→ **Problem**:
Retype the lines from the one containing "has height=576, width=924." through the last line of the entries below, exactly and in full, omitting every image.
[Extracted information]
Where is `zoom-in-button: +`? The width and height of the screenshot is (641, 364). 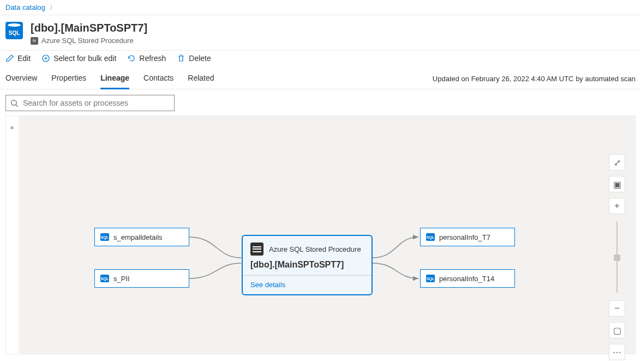
zoom-in-button: + is located at coordinates (617, 206).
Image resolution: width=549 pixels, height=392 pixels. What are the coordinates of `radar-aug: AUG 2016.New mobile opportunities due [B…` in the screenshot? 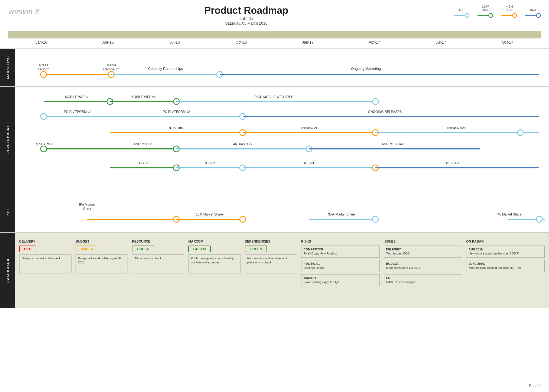 It's located at (505, 252).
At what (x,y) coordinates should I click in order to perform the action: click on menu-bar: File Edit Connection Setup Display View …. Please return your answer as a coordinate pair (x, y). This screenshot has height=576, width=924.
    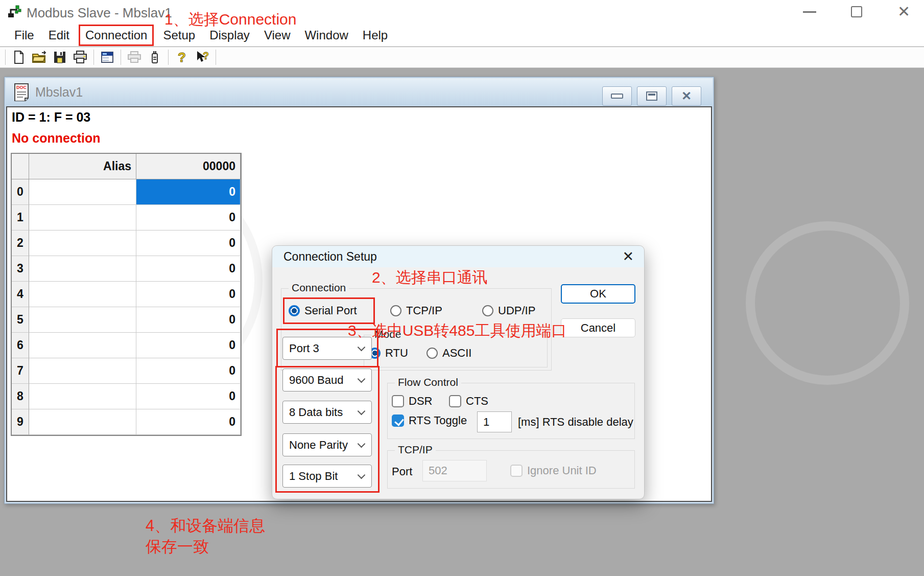
    Looking at the image, I should click on (462, 35).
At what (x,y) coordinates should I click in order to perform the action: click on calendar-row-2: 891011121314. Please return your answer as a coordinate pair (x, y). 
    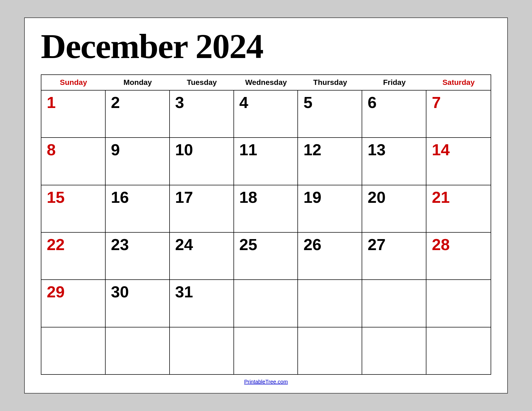
    Looking at the image, I should click on (266, 161).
[/Extracted information]
→ **Finished exercise**:
At what (x,y) coordinates should I click in order to perform the action: click on menu-bar: File Edit Connection Setup Display View …. Please return your answer as a coordinate pair (x, y). This screenshot has height=576, width=924.
    Looking at the image, I should click on (462, 35).
At what (x,y) coordinates should I click in order to perform the action: click on calendar-row-2: 891011121314. Please return your answer as a coordinate pair (x, y). 
    Looking at the image, I should click on (266, 161).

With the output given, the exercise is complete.